Joyce Beckenstein
Joyce Beckenstein is a writer living in New York.
The menagerie of animal sculptures assembled in The Ark—the fifth annual summer exhibition at The Church in Sag Harbor, New York—bears witness to a crisis, both mythic and urgently contemporary: the Great Flood. Curated by Eric Fischl, this exquisite gathering reimagines the Genesis story as a powerful metaphor for our present moment. Here, it is not just a deluge of water, but of environmental, social, and psychic upheaval.
The eye travels a precarious edge in Born of Fire, a riveting exhibition of work by Iranian-born artist Shirin Neshat. It features three of her acclaimed photographic series: “Women of Allah” (1993–97), “The Book of Kings” (2012), and “Land of Dreams” (2019).

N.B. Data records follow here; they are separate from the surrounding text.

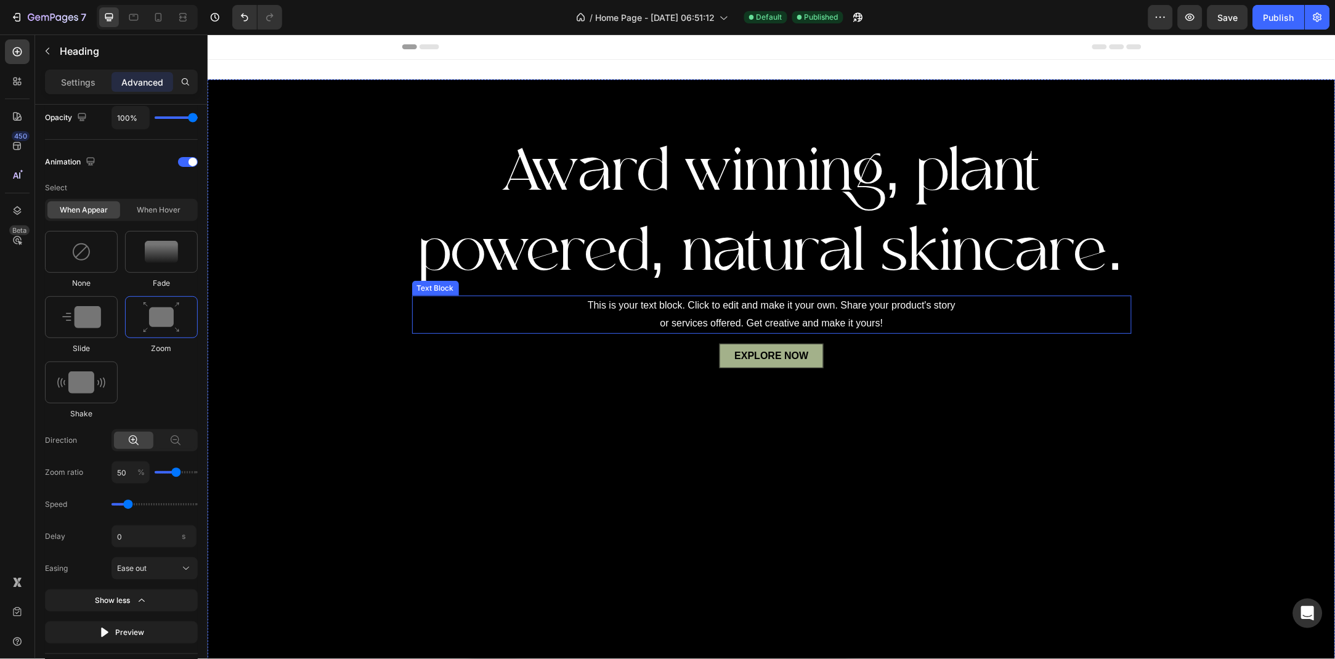 The width and height of the screenshot is (1335, 659). Describe the element at coordinates (564, 280) in the screenshot. I see `div: This is your text block. Click to edit and make it your own. Share your product's story or servic...` at that location.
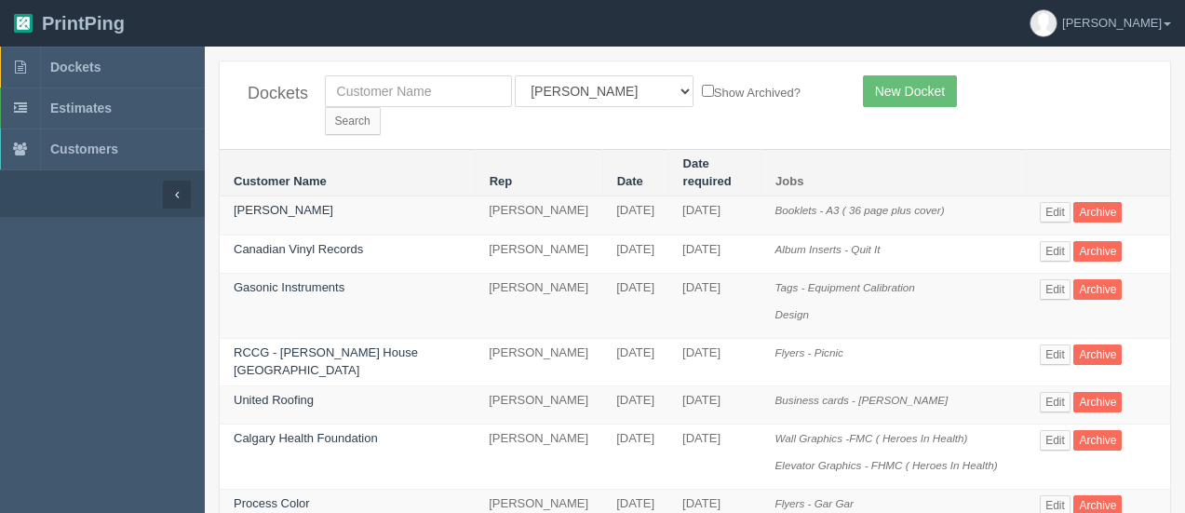 The width and height of the screenshot is (1185, 513). I want to click on a: Canadian Vinyl Records, so click(298, 249).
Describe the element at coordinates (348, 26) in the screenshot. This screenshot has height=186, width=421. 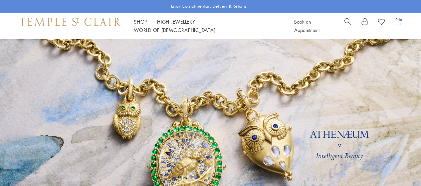
I see `a: Search` at that location.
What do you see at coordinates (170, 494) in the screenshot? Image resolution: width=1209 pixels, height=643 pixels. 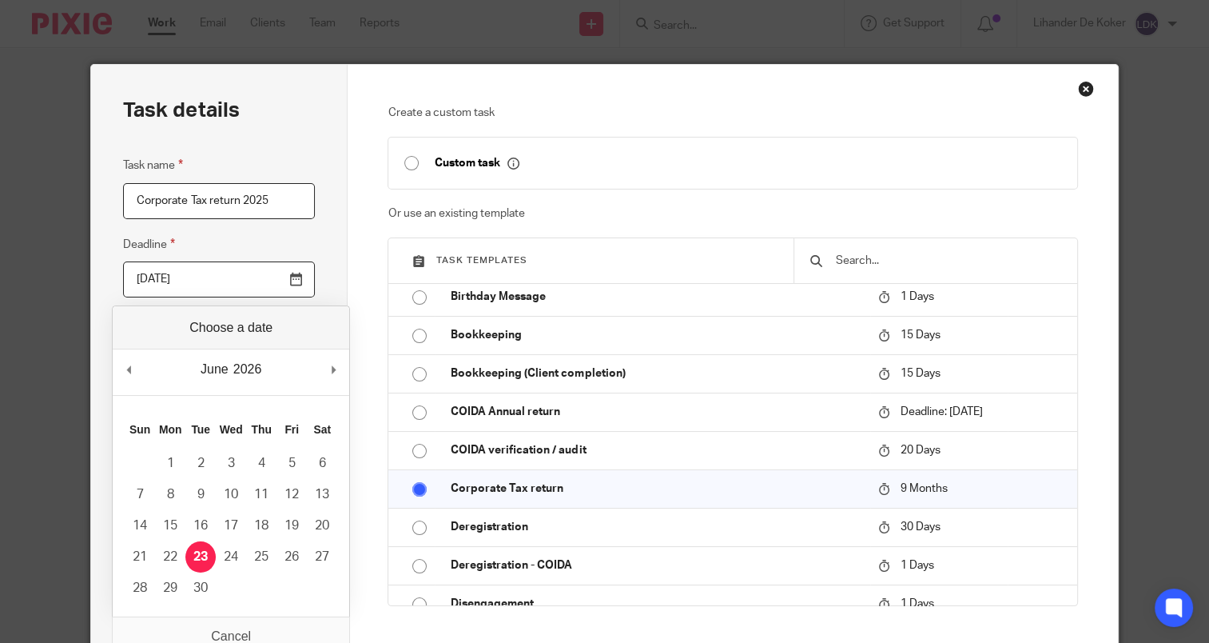 I see `button: 8` at bounding box center [170, 494].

As an artist, Allan Wexler prefers asking questions about architecture, such as “How do the structures we build influence the rituals of daily living?” The twenty-two thoughtfully selected works in Probably True, Wexler’s first solo exhibition at Jane Lombard Gallery, navigate the inflection points of his eclectic thinking.
In her first solo New York exhibition, Snailing (Slippy Slimy Slug Slut), Korean-born German artist Anne Duk Hee Jordan tells the true story of Jeremy, an extraordinary snail. Jeremy’s shell coiled to the left instead of the right, a rare aberration misaligning his sexual organs.